Rural Hospitals Are Dying, and So Are Their Patients
It is a dreary Monday on the East Coast, and I have a dreary story of American neglect and misery for you: the Washington Post published a remarkable story this weekend on the desperate times at a rural hospital in Oklahoma, whose staff worked for weeks without pay while the hospital struggled with bankruptcy.
The hospital was deep in debt, owing hundreds of thousands in payroll and the cost of medical services. The dwindling staff had been working weeks without pay, pulling 12 or 16 hour shifts for no money; one of them had gone into $100,000 of debt for the crime of having a baby, because the hospital doesn’t provide health insurance for its employees. A hospital where even the staff can’t get out from under the financial oppression of the American healthcare system.
It’s largely a story of rural America’s decay. The story follows one of the only two physicians at the hospital, James Graham, who had worked even “while on dialysis through two kidney transplants,” and all the people he had watched die young—and all the people he still works tirelessly to try and save. One of his patients is 82 and still works at a refinery, hardly able to stand from pain in his back and hip. He takes calls on his cellphones from patients in pain, and sits with patients’ families through theirs:
He drove away from the hospital and into the adjacent neighborhood, passing the first home, with a collapsed front porch and windows blown out by a tornado. “I sat with that lady as she died four years ago, and now this house just rots away,” he said. He turned onto another block and drove past a bungalow where the owner had died of lung cancer at 58. Next was a suspected drug overdose. Next was a midnight heart attack in the bathroom, and Graham had checked for a pulse and then stayed to pray with the new widower until his children came from Wichita.
It’s not just that rural hospitals themselves are crumbling; it’s that their patients need more care now than ever. According to the Post story, in the last decade, emergency room visits to rural hospitals increased 60 percent. This makes sense, given America’s decreasing life expectancy, aging population, and the increase in deaths from overdoses; overdose deaths are more common in rural areas despite the rate of drug use overall being lower, according to the CDC. Suicide rates in rural counties, too, are nearly double the rates in urban counties, in large part because so many homes have guns.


## [TASK PROMPT]
In the entries below, find the line with "This screenshot has width=763, height=434." and the line with "The image size is (1193, 545)."; give again those lines and every line between them, exactly.

(Stored items)
────────

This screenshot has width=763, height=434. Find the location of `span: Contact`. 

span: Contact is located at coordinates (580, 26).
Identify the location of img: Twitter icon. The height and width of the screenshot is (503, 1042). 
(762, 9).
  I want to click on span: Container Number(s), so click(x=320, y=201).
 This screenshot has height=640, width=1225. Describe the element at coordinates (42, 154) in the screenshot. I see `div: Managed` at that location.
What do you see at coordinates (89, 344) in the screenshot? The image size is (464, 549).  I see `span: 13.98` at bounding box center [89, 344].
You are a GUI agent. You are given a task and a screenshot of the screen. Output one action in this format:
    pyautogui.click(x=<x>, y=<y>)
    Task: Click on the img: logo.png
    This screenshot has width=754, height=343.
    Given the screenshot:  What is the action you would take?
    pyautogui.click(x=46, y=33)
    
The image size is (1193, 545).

────────

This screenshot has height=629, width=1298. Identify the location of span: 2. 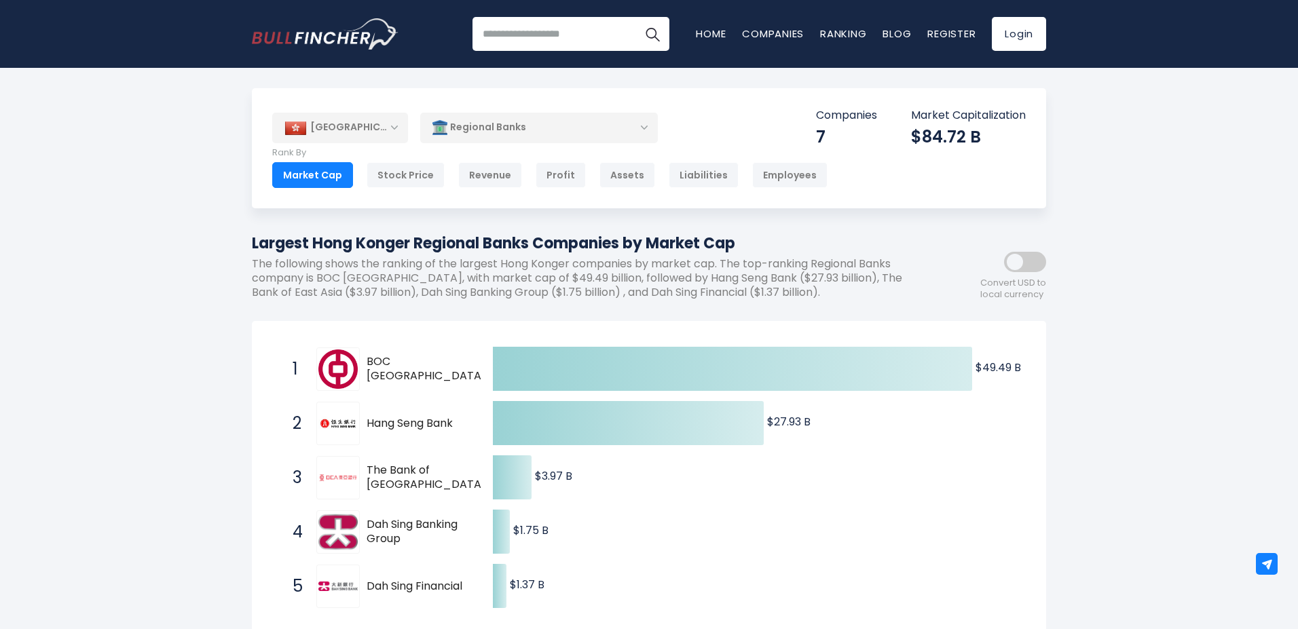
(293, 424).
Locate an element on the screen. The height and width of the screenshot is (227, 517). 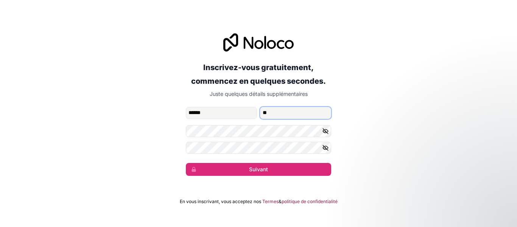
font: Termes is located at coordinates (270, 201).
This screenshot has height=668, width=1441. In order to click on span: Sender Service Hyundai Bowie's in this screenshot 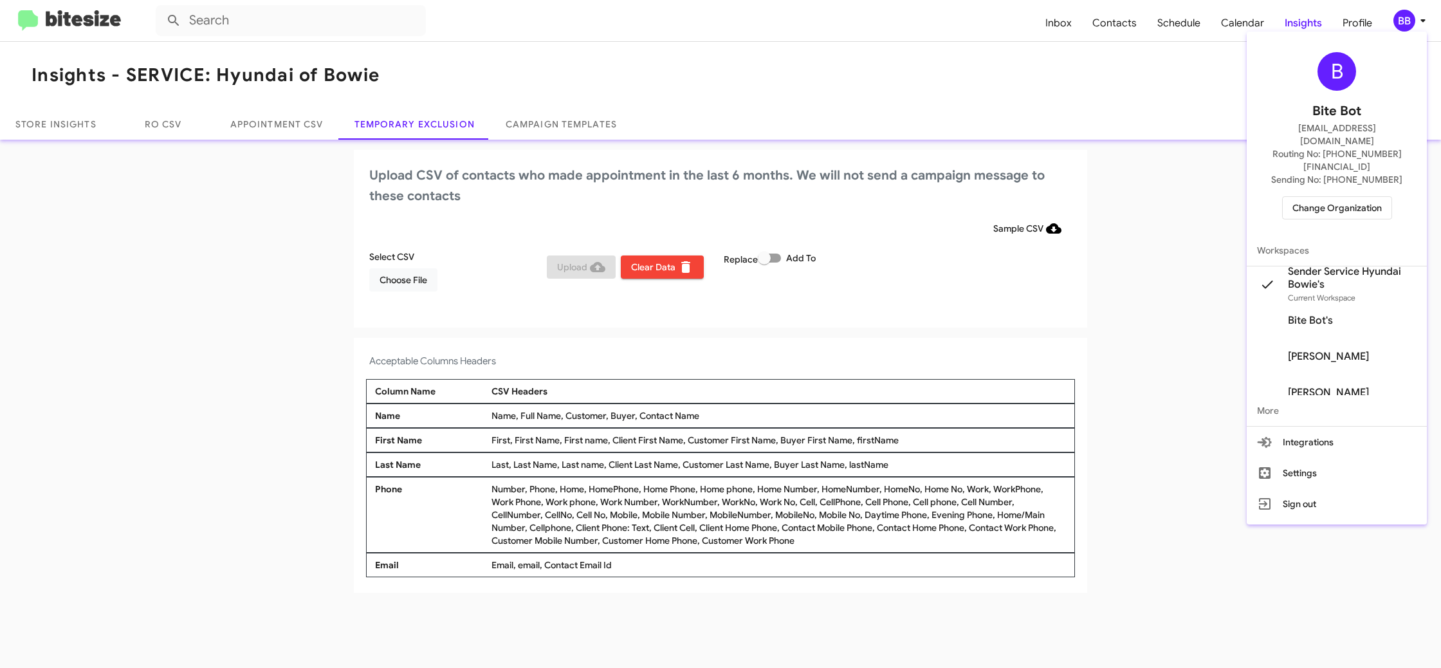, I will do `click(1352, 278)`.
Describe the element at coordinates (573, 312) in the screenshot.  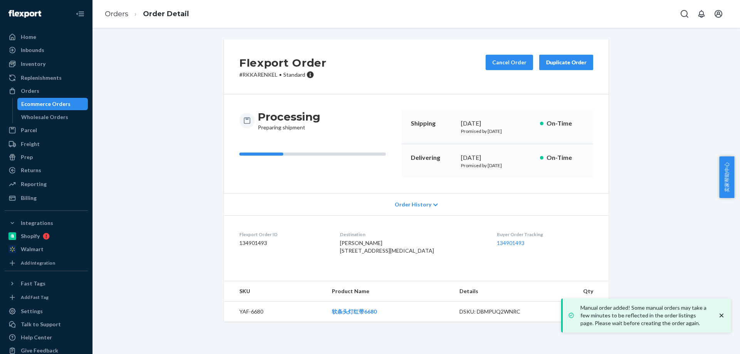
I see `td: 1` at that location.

────────

## [SOLVED EXERCISE]
This screenshot has width=763, height=434. Find the location of `span: Contact`. 

span: Contact is located at coordinates (580, 26).
Identify the location of img: Twitter icon. The height and width of the screenshot is (503, 1042). 
(762, 9).
  I want to click on span: Container Number(s), so click(x=320, y=201).
 This screenshot has height=640, width=1225. Describe the element at coordinates (42, 154) in the screenshot. I see `div: Managed` at that location.
What do you see at coordinates (89, 344) in the screenshot? The image size is (464, 549).  I see `span: 13.98` at bounding box center [89, 344].
You are a GUI agent. You are given a task and a screenshot of the screen. Output one action in this format:
    pyautogui.click(x=<x>, y=<y>)
    Task: Click on the img: logo.png
    This screenshot has width=754, height=343.
    Given the screenshot:  What is the action you would take?
    pyautogui.click(x=46, y=33)
    
The image size is (1193, 545).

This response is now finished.